Under financial pressure, the transitional syndicate has turned to sophisticated white-collar crimes such as corporate fraud, blackmail and phone scams – practices they once looked down upon
Feared Japanese crime group Yakuza are being forced into illegal trades they once considered taboo. Anti-Yakuza laws introduced into the ‘Land of the Rising Sun’ have crippled the gangs traditional methods of generating revenue such as protection rackets and illegal gambling dens.
Under financial pressure, the transitional syndicate has turned to sophisticated white-collar crimes such as corporate fraud, blackmail and phone scams – practices they once looked down upon by the gang. Yakuza expert Jake Adelstein, who authored Tokyo Vice, said the laws have forced the gang to set up in other neighbouring countries.
He said: “And surprisingly, weirdly enough, Singapore is also a place where many organised crime companies set up business from Japan.” He added that Malaysia is a “bad place for business” for the Yakuza.
“They set up shop in Cambodia, Laos, maybe Singapore, but not Malaysia,” he said.
A report by Fraud Conference News on a speech by the investigative reporter read: “As traditional rackets like protection payments and gambling have become harder to sustain, the Yakuza have moved into fraud.
“Adelstein noted a rise in phone scams, blackmail rings and corporate fraud schemes orchestrated through front companies. He also highlighted the Olympus accounting scandal, where $1 billion in losses were hidden, some with help from organized crime groups.
“At one point, the Yakuza even took control of Japan’s equivalent of Classmates.com. According to Adelstein, the platform’s database of users and their personal information was ideal for blackmail.”
It comes as a Yakuza ganglord pleaded guilty to handling nuclear materials and seeking to sell it to facilitate arms deals. Member of the Japanese criminal underworld, Takeshi Ebisawa, 60, has pleaded guilty to the handling of nuclear materials sourced from Myanmar.
Prosecutors claimed Ebisawa “brazenly” moved materials containing uranium and weapons grade-plutonium alongside drugs from Myanmar. Ebisawa was charged in February of last year with conspiring to sell weapons-grade nuclear materials and lethal narcotics from Myanmar to purchase military grade weapons.
The court proceeding came after Thai authorities assisted by US investigators in a Sting operation that seized two powdery yellow substances that the defendants described as “yellowcake”.
The department of justice has stated one of Ebisawa’s co-conspirators had claimed to be in possession of: “More than 2,000 kilograms (4,400 pounds) of Thorium-232 and more than 100 kilograms of uranium in the compound U3O8 – referring to a compound of uranium commonly found in the uranium concentrate powder known as ‘yellowcake’.”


WHAT YOU NEED TO DO.
Everything in the records must appear again exactly, except the images.
BEGIN SOURCE RECORDS
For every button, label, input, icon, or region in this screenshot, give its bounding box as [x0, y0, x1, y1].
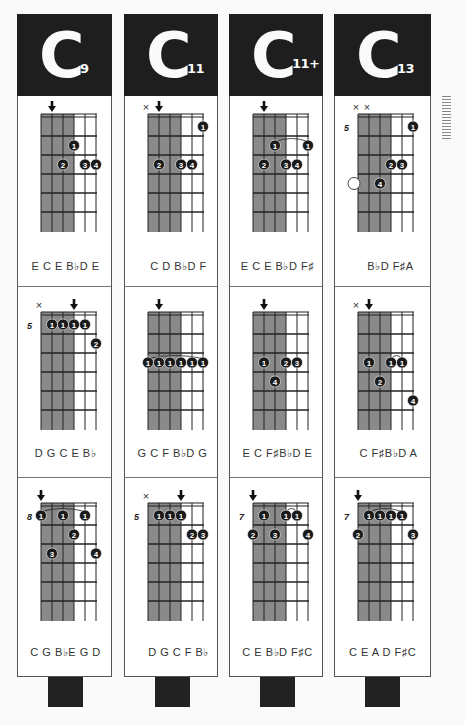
chord-suffix: 9: [80, 61, 89, 76]
finger-dot: 4: [91, 548, 102, 559]
finger-dot: 2: [187, 529, 198, 540]
finger-dot: 2: [91, 338, 102, 349]
svg-text:1: 1: [295, 512, 300, 521]
finger-dot: 4: [292, 159, 303, 170]
svg-text:1: 1: [378, 512, 383, 521]
finger-dot: 2: [375, 376, 386, 387]
svg-text:2: 2: [284, 359, 289, 368]
chord-column-c11: C 11 C D B♭D F×1234 G C F B♭D G111111 D …: [124, 14, 218, 677]
svg-text:1: 1: [157, 512, 162, 521]
finger-dot: 3: [408, 529, 419, 540]
finger-dot: 1: [80, 319, 91, 330]
chord-header: C 11: [124, 14, 218, 96]
fretboard-diagram: 7111234: [230, 478, 327, 668]
fret-number-label: 7: [344, 512, 350, 522]
chord-card: B♭D F♯A××51234 C F♯B♭D A×11124 C E A D F…: [334, 96, 431, 677]
finger-dot: 2: [154, 159, 165, 170]
finger-dot: 4: [303, 529, 314, 540]
column-tab: [260, 677, 295, 707]
chord-diagram: C D B♭D F×1234: [125, 96, 217, 287]
finger-dot: 1: [58, 510, 69, 521]
finger-dot: 2: [248, 529, 259, 540]
svg-text:1: 1: [400, 512, 405, 521]
chord-diagram: E C E B♭D F♯11234: [230, 96, 322, 287]
svg-text:1: 1: [411, 123, 416, 132]
finger-dot: 1: [69, 319, 80, 330]
svg-text:1: 1: [179, 512, 184, 521]
svg-text:1: 1: [39, 512, 44, 521]
svg-text:3: 3: [201, 531, 206, 540]
finger-dot: 1: [397, 510, 408, 521]
finger-dot: 1: [408, 121, 419, 132]
svg-text:2: 2: [72, 531, 77, 540]
finger-dot: 2: [259, 159, 270, 170]
finger-dot: 1: [176, 357, 187, 368]
finger-dot: 4: [91, 159, 102, 170]
svg-text:1: 1: [389, 359, 394, 368]
root-arrow-icon: [155, 299, 163, 310]
svg-text:1: 1: [273, 142, 278, 151]
muted-string-icon: ×: [353, 101, 359, 113]
chord-column-c13: C 13 B♭D F♯A××51234 C F♯B♭D A×11124 C E …: [334, 14, 431, 677]
finger-dot: 4: [408, 395, 419, 406]
svg-text:3: 3: [273, 531, 278, 540]
finger-dot: 1: [375, 510, 386, 521]
finger-dot: 2: [69, 529, 80, 540]
svg-text:4: 4: [94, 550, 99, 559]
page-edge-mark: [442, 96, 451, 141]
root-arrow-icon: [70, 299, 78, 310]
fretboard-diagram: 7111123: [335, 478, 432, 668]
chord-diagram: D G C F B♭×511123: [125, 478, 217, 668]
chord-diagram: E C E B♭D E1234: [18, 96, 111, 287]
finger-dot: 1: [292, 510, 303, 521]
finger-dot: 1: [397, 357, 408, 368]
chord-suffix: 11: [187, 61, 204, 76]
svg-text:2: 2: [389, 161, 394, 170]
fretboard-diagram: 111111: [125, 287, 222, 477]
chord-diagram: C E A D F♯C7111123: [335, 478, 430, 668]
root-arrow-icon: [260, 101, 268, 112]
svg-text:2: 2: [157, 161, 162, 170]
chord-root: C: [39, 22, 83, 90]
finger-dot: 1: [80, 510, 91, 521]
svg-text:1: 1: [367, 512, 372, 521]
fretboard-diagram: ××51234: [335, 96, 432, 286]
root-arrow-icon: [249, 490, 257, 501]
svg-text:3: 3: [83, 161, 88, 170]
svg-text:3: 3: [50, 550, 55, 559]
finger-dot: 3: [270, 529, 281, 540]
finger-dot: 3: [47, 548, 58, 559]
svg-text:1: 1: [168, 512, 173, 521]
svg-text:1: 1: [284, 512, 289, 521]
chord-diagram: E C F♯B♭D E1234: [230, 287, 322, 478]
fretboard-diagram: 11234: [230, 96, 327, 286]
finger-dot: 1: [364, 357, 375, 368]
fret-number-label: 5: [134, 512, 140, 522]
fret-number-label: 5: [344, 123, 350, 133]
finger-dot: 1: [36, 510, 47, 521]
finger-dot: 1: [259, 357, 270, 368]
fret-number-label: 8: [27, 512, 32, 522]
muted-string-icon: ×: [36, 299, 42, 311]
svg-text:1: 1: [157, 359, 162, 368]
svg-text:4: 4: [411, 397, 416, 406]
finger-dot: 1: [165, 357, 176, 368]
finger-dot: 3: [292, 357, 303, 368]
chord-card: E C E B♭D F♯11234 E C F♯B♭D E1234 C E B♭…: [229, 96, 323, 677]
finger-dot: 4: [375, 178, 386, 189]
svg-text:1: 1: [306, 142, 311, 151]
svg-text:4: 4: [378, 180, 383, 189]
muted-string-icon: ×: [143, 490, 149, 502]
chord-diagram: G C F B♭D G111111: [125, 287, 217, 478]
finger-dot: 2: [58, 159, 69, 170]
svg-text:2: 2: [356, 531, 361, 540]
finger-dot: 1: [270, 140, 281, 151]
finger-dot: 1: [154, 510, 165, 521]
column-tab: [365, 677, 400, 707]
svg-text:3: 3: [411, 531, 416, 540]
finger-dot: 4: [270, 376, 281, 387]
svg-text:2: 2: [190, 531, 195, 540]
chord-card: C D B♭D F×1234 G C F B♭D G111111 D G C F…: [124, 96, 218, 677]
chord-diagram: B♭D F♯A××51234: [335, 96, 430, 287]
finger-dot: 2: [353, 529, 364, 540]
END SOURCE RECORDS
RESULT FOR THIS TASK.
For every button, label, input, icon, or region in this screenshot, give its bounding box as [x0, y0, x1, y1].
chord-suffix: 9: [80, 61, 89, 76]
finger-dot: 4: [91, 548, 102, 559]
finger-dot: 2: [187, 529, 198, 540]
finger-dot: 2: [91, 338, 102, 349]
svg-text:1: 1: [295, 512, 300, 521]
finger-dot: 4: [292, 159, 303, 170]
svg-text:1: 1: [378, 512, 383, 521]
finger-dot: 2: [375, 376, 386, 387]
svg-text:2: 2: [284, 359, 289, 368]
chord-column-c11: C 11 C D B♭D F×1234 G C F B♭D G111111 D …: [124, 14, 218, 677]
svg-text:1: 1: [157, 512, 162, 521]
finger-dot: 3: [408, 529, 419, 540]
finger-dot: 1: [80, 319, 91, 330]
chord-header: C 11: [124, 14, 218, 96]
fretboard-diagram: 7111234: [230, 478, 327, 668]
fret-number-label: 7: [344, 512, 350, 522]
chord-card: B♭D F♯A××51234 C F♯B♭D A×11124 C E A D F…: [334, 96, 431, 677]
finger-dot: 2: [154, 159, 165, 170]
finger-dot: 4: [303, 529, 314, 540]
column-tab: [260, 677, 295, 707]
chord-diagram: C D B♭D F×1234: [125, 96, 217, 287]
finger-dot: 1: [58, 510, 69, 521]
finger-dot: 2: [248, 529, 259, 540]
svg-text:1: 1: [400, 512, 405, 521]
chord-diagram: E C E B♭D F♯11234: [230, 96, 322, 287]
svg-text:1: 1: [411, 123, 416, 132]
finger-dot: 1: [69, 319, 80, 330]
svg-text:1: 1: [179, 512, 184, 521]
svg-text:1: 1: [39, 512, 44, 521]
svg-text:3: 3: [201, 531, 206, 540]
finger-dot: 1: [397, 510, 408, 521]
finger-dot: 1: [408, 121, 419, 132]
svg-text:2: 2: [72, 531, 77, 540]
finger-dot: 2: [259, 159, 270, 170]
finger-dot: 1: [176, 357, 187, 368]
finger-dot: 4: [91, 159, 102, 170]
svg-text:1: 1: [389, 359, 394, 368]
root-arrow-icon: [155, 299, 163, 310]
svg-text:1: 1: [273, 142, 278, 151]
muted-string-icon: ×: [353, 101, 359, 113]
chord-column-c13: C 13 B♭D F♯A××51234 C F♯B♭D A×11124 C E …: [334, 14, 431, 677]
finger-dot: 4: [408, 395, 419, 406]
svg-text:3: 3: [273, 531, 278, 540]
finger-dot: 1: [375, 510, 386, 521]
finger-dot: 2: [69, 529, 80, 540]
svg-text:4: 4: [94, 550, 99, 559]
page-edge-mark: [442, 96, 451, 141]
root-arrow-icon: [70, 299, 78, 310]
fretboard-diagram: 7111123: [335, 478, 432, 668]
chord-diagram: D G C F B♭×511123: [125, 478, 217, 668]
chord-diagram: E C E B♭D E1234: [18, 96, 111, 287]
finger-dot: 1: [292, 510, 303, 521]
finger-dot: 1: [397, 357, 408, 368]
chord-suffix: 11: [187, 61, 204, 76]
svg-text:2: 2: [389, 161, 394, 170]
fretboard-diagram: 111111: [125, 287, 222, 477]
chord-diagram: C E A D F♯C7111123: [335, 478, 430, 668]
root-arrow-icon: [260, 101, 268, 112]
svg-text:2: 2: [157, 161, 162, 170]
chord-root: C: [39, 22, 83, 90]
finger-dot: 1: [80, 510, 91, 521]
svg-text:1: 1: [367, 512, 372, 521]
fretboard-diagram: ××51234: [335, 96, 432, 286]
root-arrow-icon: [249, 490, 257, 501]
svg-text:3: 3: [83, 161, 88, 170]
svg-text:3: 3: [50, 550, 55, 559]
finger-dot: 3: [270, 529, 281, 540]
finger-dot: 3: [47, 548, 58, 559]
svg-text:1: 1: [168, 512, 173, 521]
svg-text:1: 1: [284, 512, 289, 521]
chord-diagram: E C F♯B♭D E1234: [230, 287, 322, 478]
fretboard-diagram: 11234: [230, 96, 327, 286]
finger-dot: 1: [364, 357, 375, 368]
fret-number-label: 5: [134, 512, 140, 522]
fret-number-label: 5: [344, 123, 350, 133]
finger-dot: 1: [36, 510, 47, 521]
finger-dot: 1: [259, 357, 270, 368]
fret-number-label: 8: [27, 512, 32, 522]
muted-string-icon: ×: [36, 299, 42, 311]
svg-text:1: 1: [157, 359, 162, 368]
svg-text:4: 4: [411, 397, 416, 406]
finger-dot: 1: [165, 357, 176, 368]
finger-dot: 3: [292, 357, 303, 368]
chord-card: E C E B♭D F♯11234 E C F♯B♭D E1234 C E B♭…: [229, 96, 323, 677]
finger-dot: 4: [375, 178, 386, 189]
svg-text:1: 1: [306, 142, 311, 151]
svg-text:4: 4: [378, 180, 383, 189]
muted-string-icon: ×: [143, 490, 149, 502]
chord-diagram: G C F B♭D G111111: [125, 287, 217, 478]
finger-dot: 2: [58, 159, 69, 170]
svg-text:2: 2: [356, 531, 361, 540]
finger-dot: 1: [270, 140, 281, 151]
finger-dot: 1: [154, 510, 165, 521]
column-tab: [365, 677, 400, 707]
svg-text:3: 3: [411, 531, 416, 540]
finger-dot: 4: [270, 376, 281, 387]
svg-text:2: 2: [190, 531, 195, 540]
chord-card: C D B♭D F×1234 G C F B♭D G111111 D G C F…: [124, 96, 218, 677]
chord-diagram: B♭D F♯A××51234: [335, 96, 430, 287]
finger-dot: 2: [353, 529, 364, 540]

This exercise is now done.